When the celebrated, fleecy snows of December transform into the much-maligned ice of March, many Wisconsinites turn to salt to make walkways and roadways safe. But unlike the ice it melts, salt does not conveniently disappear after use. Where then does it go?
Lakes, rivers, streams—and as Ken Bradbury, director of the Wisconsin Geological and Natural History Survey, discovered—your drinking water.
Bradbury made the finding as part of a larger study on water quality in a new, rural subdivision in eastern Dane County. From 2001 to 2015, Bradbury, then-graduate student Jeff Wilcox and others sampled groundwater for a number of contaminants including chloride, one of the components of salt.
“The main object of this work was to find out what a rural subdivision does to groundwater when it’s built,” Bradbury said. “The focus was not necessarily on chloride, but chloride was one of the things we looked at.”
Bradbury and his team took water samples prior to and following the construction of the subdivision from both shallow and deep wells across the 78-acre lot. Some wells were situated along woodlots, others near roads or down from septic tanks.
The shallow wells showed the greatest impact.
“There was a very steady trend of increasing chloride of about a factor of three,” said Bradbury.
One of the shallow wells situated near a busy intersection with a state highway reported chloride concentrations over 400 mg/L, which far exceeds the U.S. Environmental Protection Agency’s secondary drinking water standard of 250 mg/L. In winter, it’s an area likely treated with lots of salt, which eventually seeps into shallow groundwater.
The result from the deeper wells were less dramatic—at least initially.
“In the deep wells, there was less of a trend,” said Bradbury, “Although we do see when we get to the end of our sampling period that the deep wells are beginning to rise as well.” The lag isn’t surprising given that it takes longer for water to reach deeper wells.
So where is all that chloride coming from?
Road salt is one culprit. Bradbury notes that chloride can also come from onsite septic systems, water softeners, agricultural fertilizers, manure landspreading and natural salt deposits. Chloride also doesn’t get filtered out by soil. Where the water goes, it goes.
“Chloride is mobile in groundwater systems,” said Bradbury. “It doesn’t adhere to soil particles; it pretty much moves with the groundwater.”
This means that just as chloride can enter an aquifer, it can also leave an aquifer. A big summer rain could flush it from a shallow aquifer to a deeper one or to another discharge point, like a river or lake. Freshwater ecosystems, however, are just that—freshwater—and aquatic life in these ecosystems can only tolerate so much salt. Studies have shown that higher concentrations of chloride can kill zooplankton and reduce the size of fish.
So while chloride may move around, it doesn’t disappear, making it important to limit the amount of salt introduced onto the landscape.
Wisconsin Salt Wise, a coalition of organizations working to reduce salt pollution across the state, offers several tips for using less salt during winter:
- Shovel before you salt. If you are able, clear walkways before snow turns to ice. Less snow means less salt.
- Scatter; don’t dump. You only need a mug of salt for 10 sidewalk squares or a 20-foot driveway. Make sure there is space between granules and avoid creating piles.
- Be mindful of the temperature. Road salt doesn’t work when temperatures drop beneath 15 °F. Switch to a different treatment or use sand.
How much salt is in your drinking water? Check out the Center for Watershed Science and Education’s Well Water Quality Viewer to see private well data in Wisconsin.
Watch Ken Bradbury discuss his research with Wisconsin Salt Wise during Salt Awareness Week.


WHAT THE EXERCISE ASKS. Nothing outside the lines below from the one containing "is (1024, 683)." through the one containing "Get bbox for" is to be printed; print those exactly, ends included, and drop the pictures.

DATA.

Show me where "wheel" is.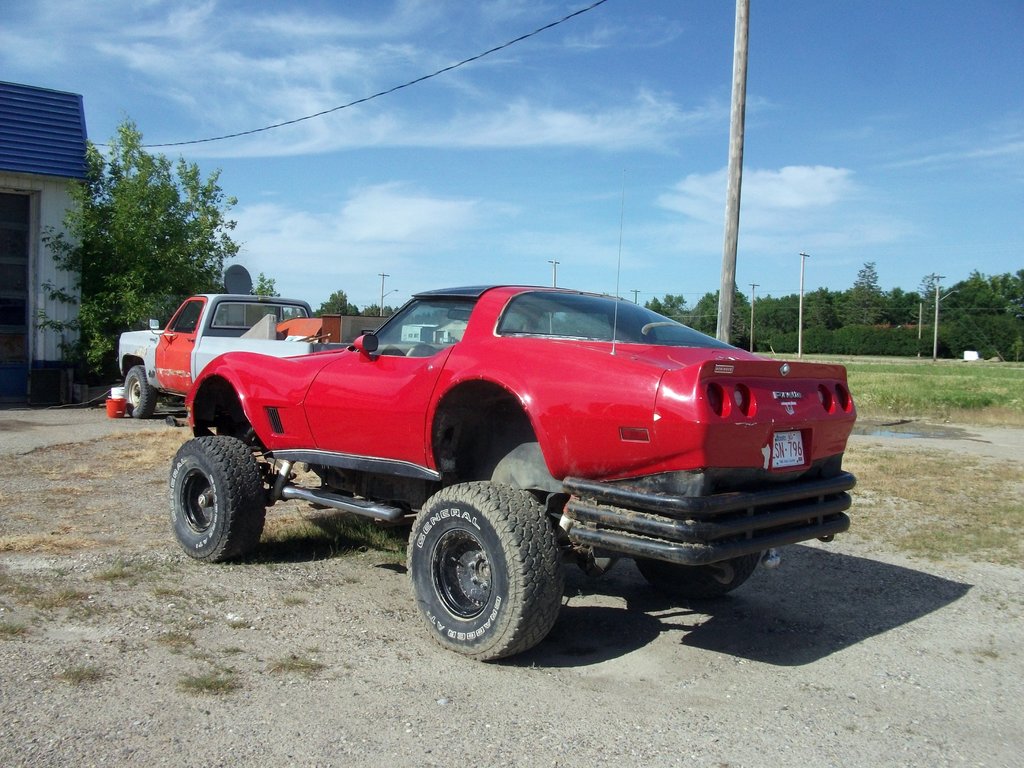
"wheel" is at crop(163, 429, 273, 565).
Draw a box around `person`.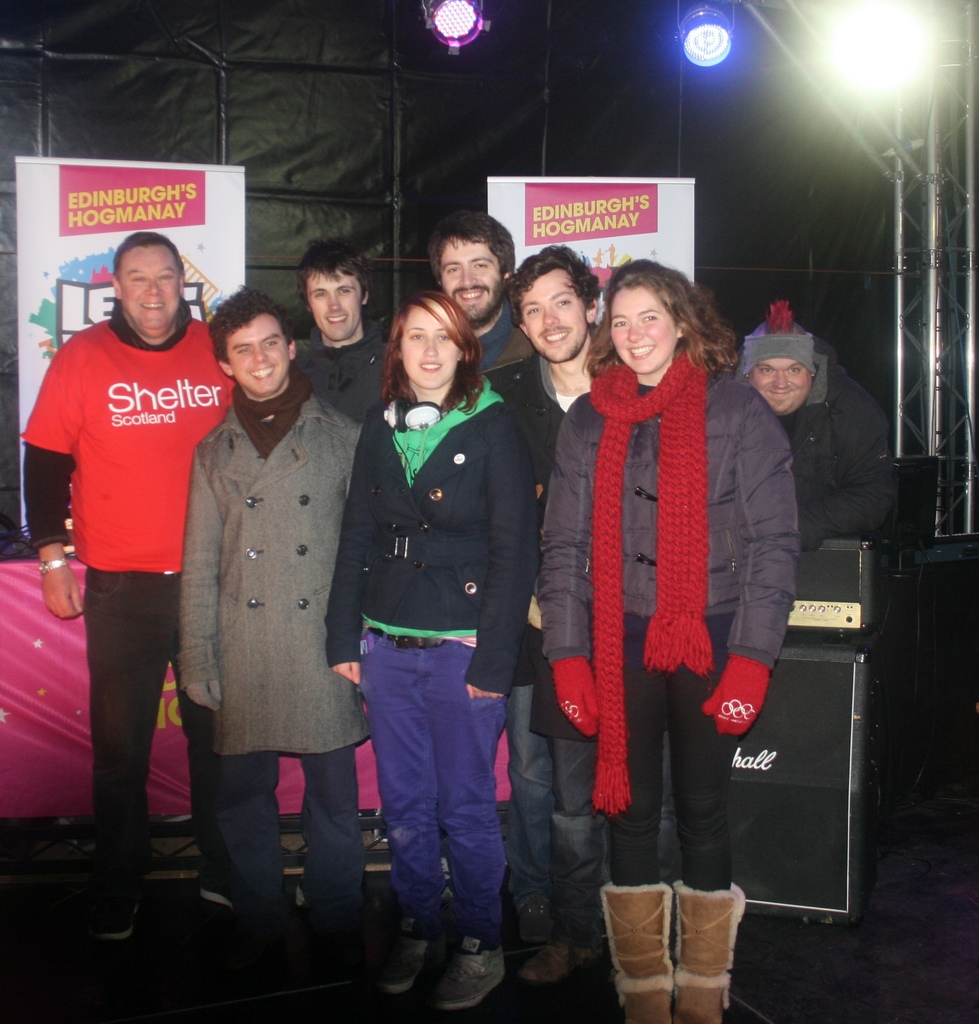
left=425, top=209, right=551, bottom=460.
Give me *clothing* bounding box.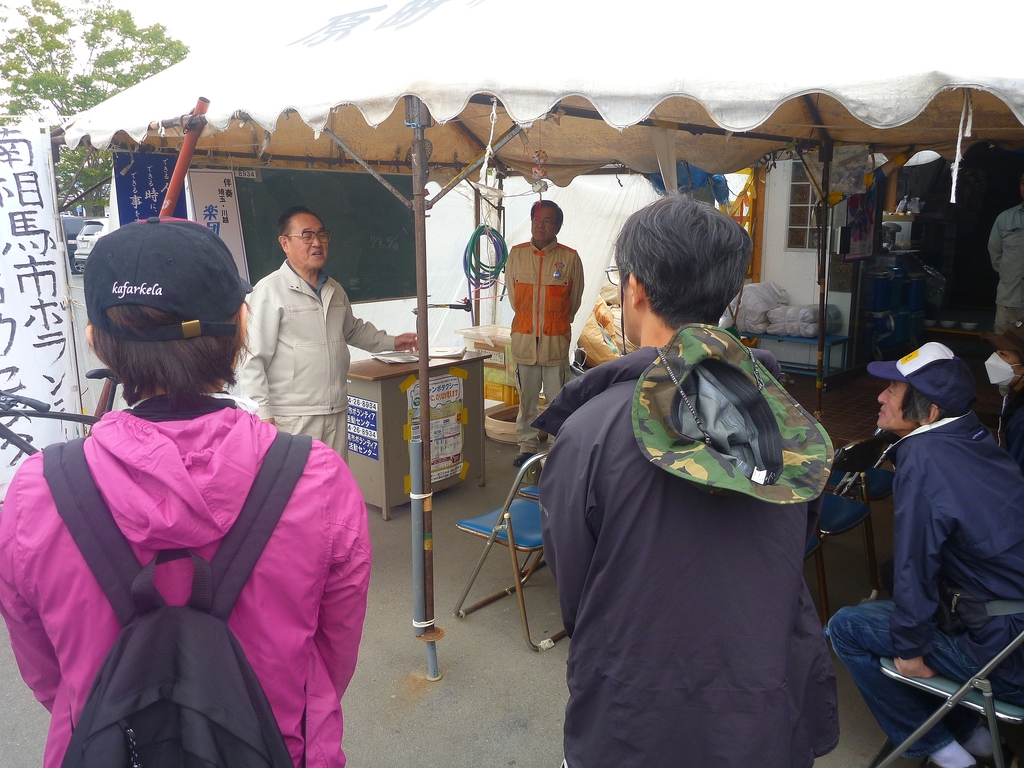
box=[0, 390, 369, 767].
...
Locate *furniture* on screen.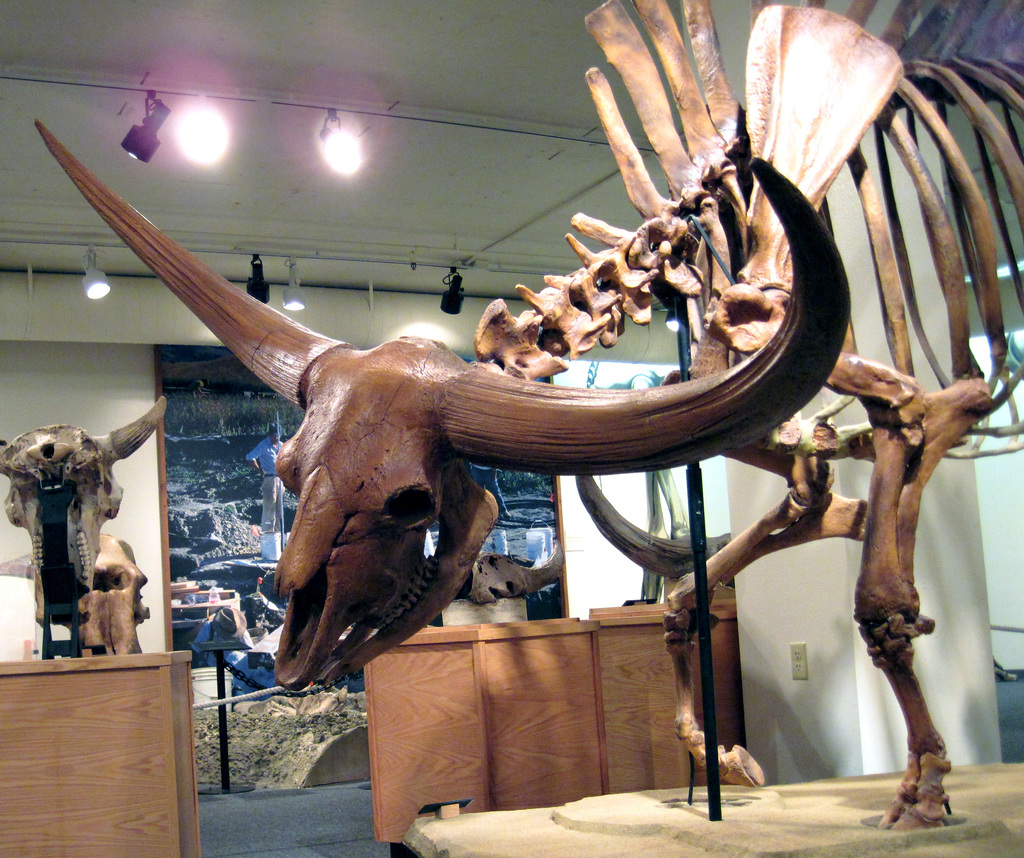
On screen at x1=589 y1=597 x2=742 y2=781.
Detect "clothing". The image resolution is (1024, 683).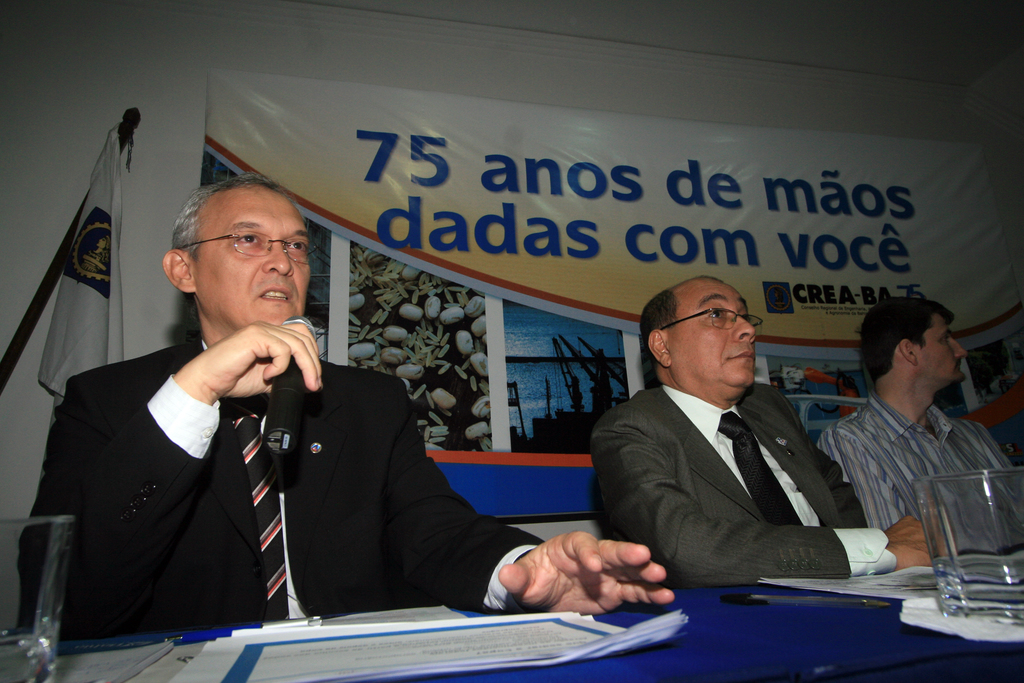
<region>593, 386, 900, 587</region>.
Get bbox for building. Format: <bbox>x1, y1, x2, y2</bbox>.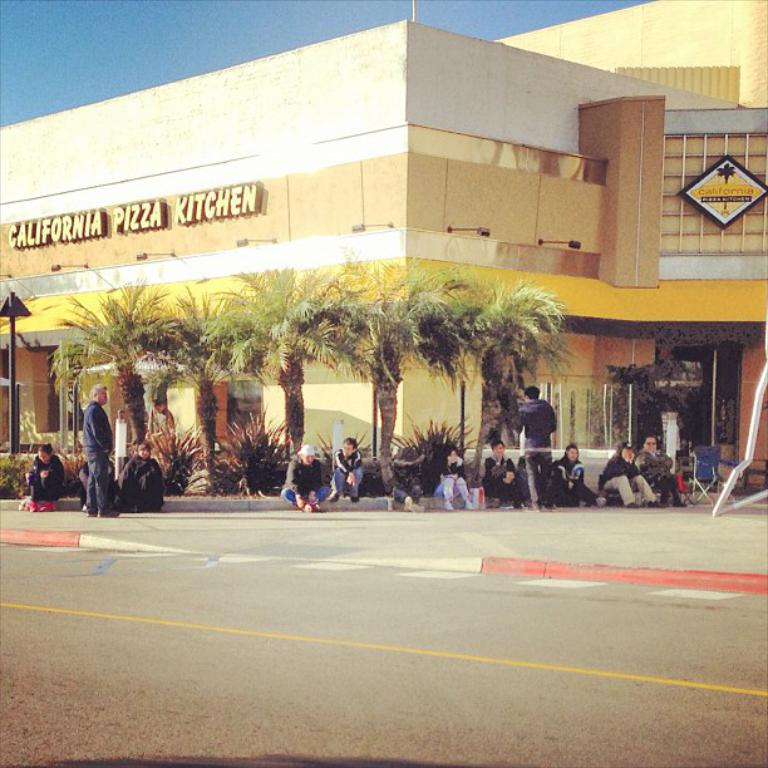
* * *
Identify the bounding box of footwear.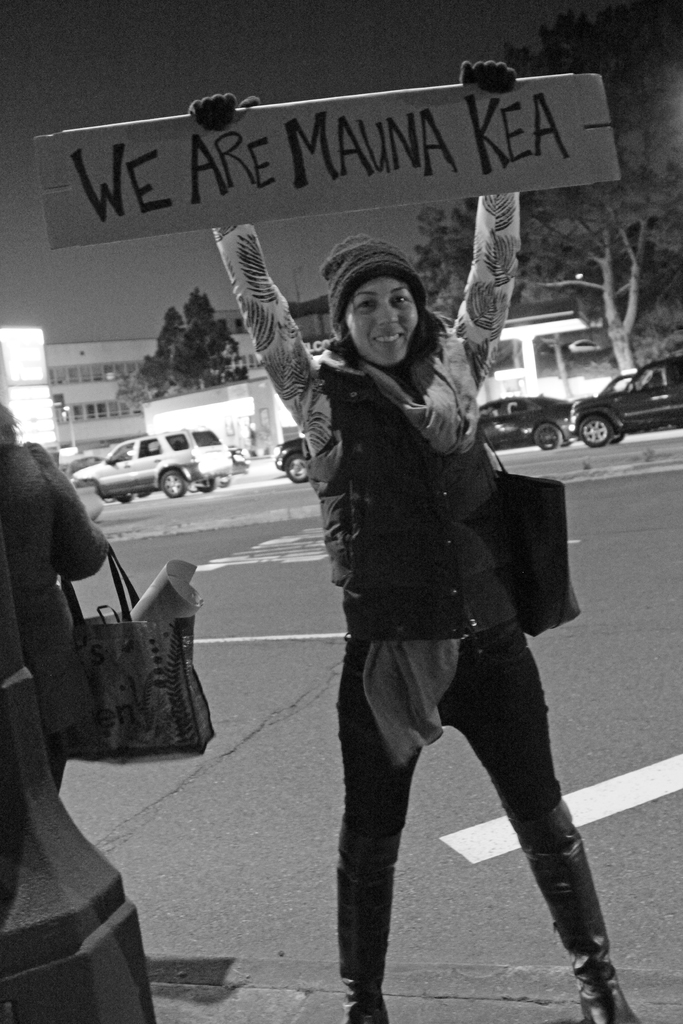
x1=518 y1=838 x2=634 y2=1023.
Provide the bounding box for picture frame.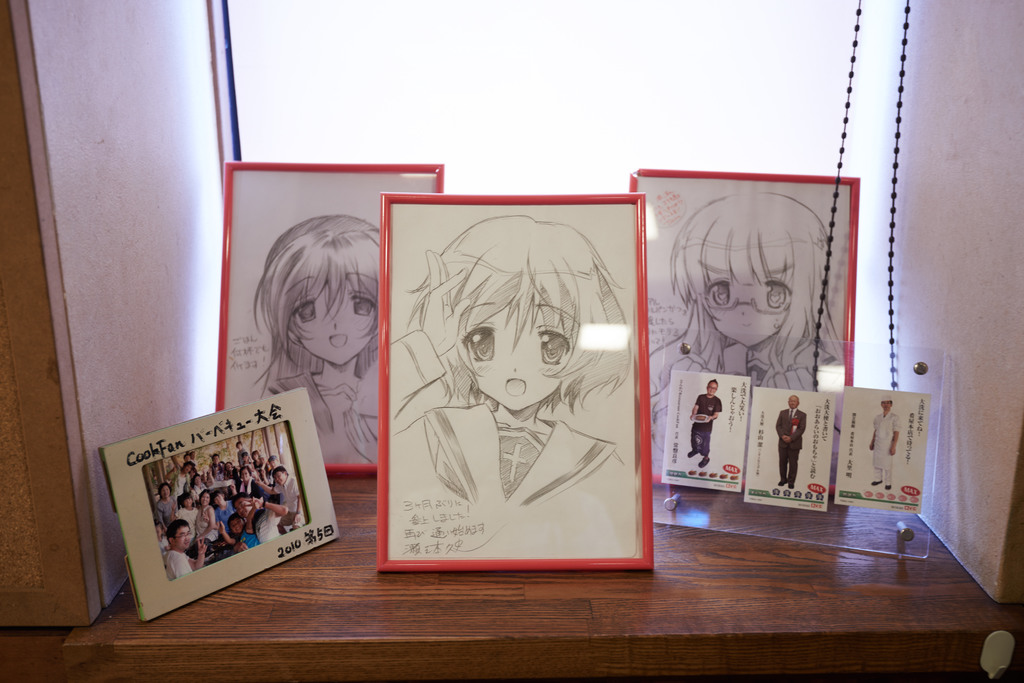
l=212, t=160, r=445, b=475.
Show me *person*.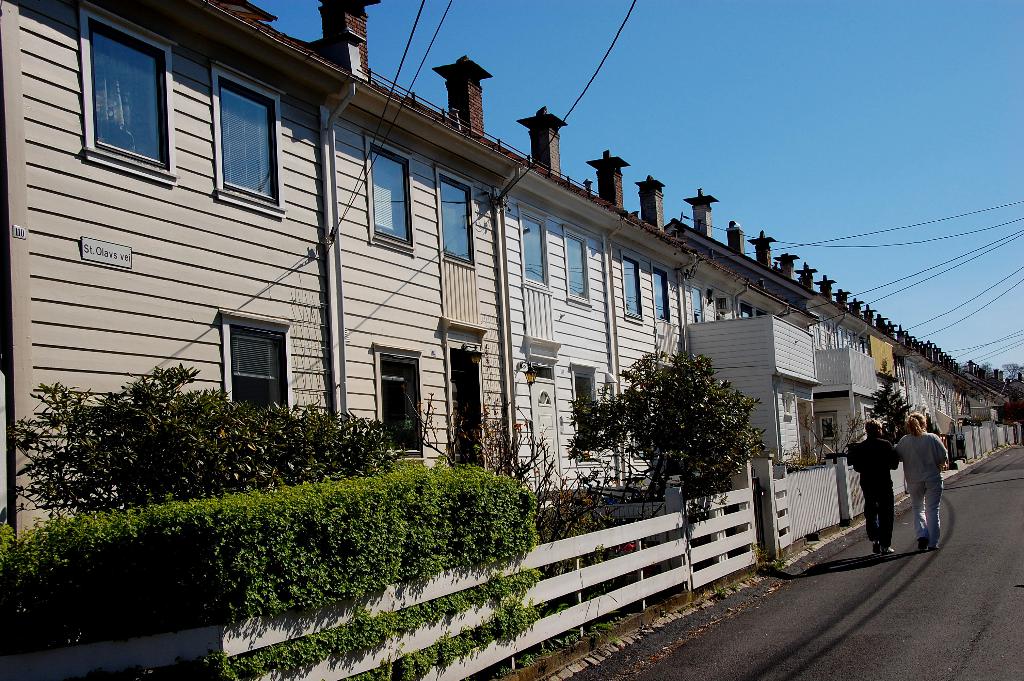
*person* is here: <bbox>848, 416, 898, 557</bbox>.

ANSWER BELOW.
Detect "clothing". The image resolution is (1024, 683).
<region>593, 386, 900, 587</region>.
Get bbox for building. Format: <bbox>x1, y1, x2, y2</bbox>.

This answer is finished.